Overview
The National Health Accounts (NHA) for 2022‑23 reported that out‑of‑pocket expenditure (OOPE) fell to 43.2% of total health spending. A lower OOPE suggests better financial protection for households, but the figure must be understood in the context of how health spending is measured.
Key Developments
- OOPE share declined to 43.2% – the first time it fell below the 45% mark in recent estimates.
- The NHA follows the System of Health Accounts (SHA) 2011 methodology, allowing cross‑country comparison.
- Data are compiled from multiple sources: Union and State budgets, health‑mission reports, NSS, insurance claim databases, donor records, and private‑sector surveys.
- Private‑sector spending is still largely captured through the 75th round of NSS, which may miss marginalised groups such as homeless, institutionalised, and tribal populations.
- Non‑health determinants (water, sanitation, nutrition) and informal care (unregistered healers, AYUSH) remain outside the NHA scope.
Important Facts
• Total Health Expenditure includes both current (consultations, medicines, diagnostics) and capital (infrastructure, equipment) spending.
• OOPE is the amount families pay themselves without reimbursement.
• Catastrophic expenditure is a key indicator of financial distress.
• Major public schemes such as PMJAY and ESIC contribute to reducing OOPE, but their exact share varies across states.
Exam Relevance
Understanding the NHA helps answer GS‑3 questions on health financing, public‑private mix, and fiscal sustainability. The methodology illustrates how India aligns with WHO standards, a point often asked in comparative health‑system analyses.
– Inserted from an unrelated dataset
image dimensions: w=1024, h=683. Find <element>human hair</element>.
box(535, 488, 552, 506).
The gaps identified – missing informal care, limited district‑level data, and exclusion of social determinants – are relevant for GS‑2 (Polity) discussions on health‑sector governance and for GS‑4 (Ethics) debates on equity and access.
Way Forward
• Expand NSS sampling to include homeless, institutionalised, and tribal groups for a more accurate OOPE estimate.
• Encourage State Health Accounts and district‑level tracking to capture local variations in spending and utilisation.
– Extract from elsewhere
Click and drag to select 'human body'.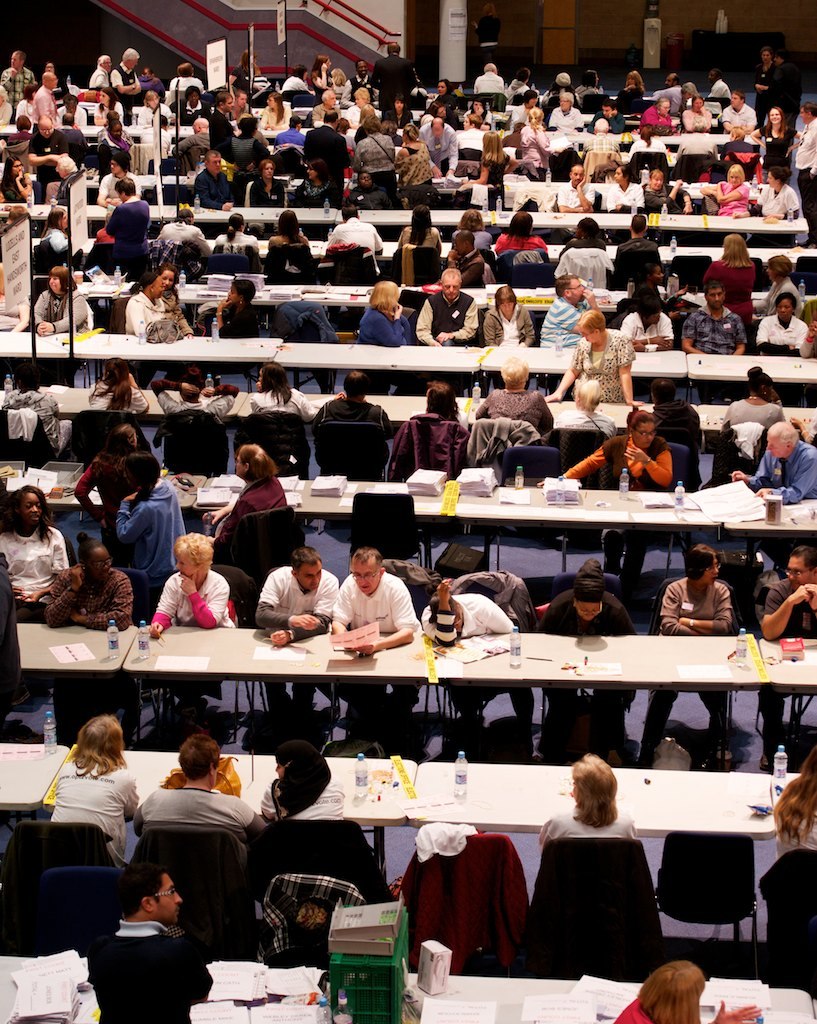
Selection: 327, 219, 385, 271.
• Strengthen data on informal care, dental, rehabilitation, and philanthropic contributions.
• Integrate spending on water, sanitation, nutrition, and housing into a broader health‑determinant accounting framework.
• Use the refined ledger to guide policy decisions, ensuring every rupee spent can be traced to its source, manager, and beneficiary, thereby improving financial protection and reducing debt risk for households.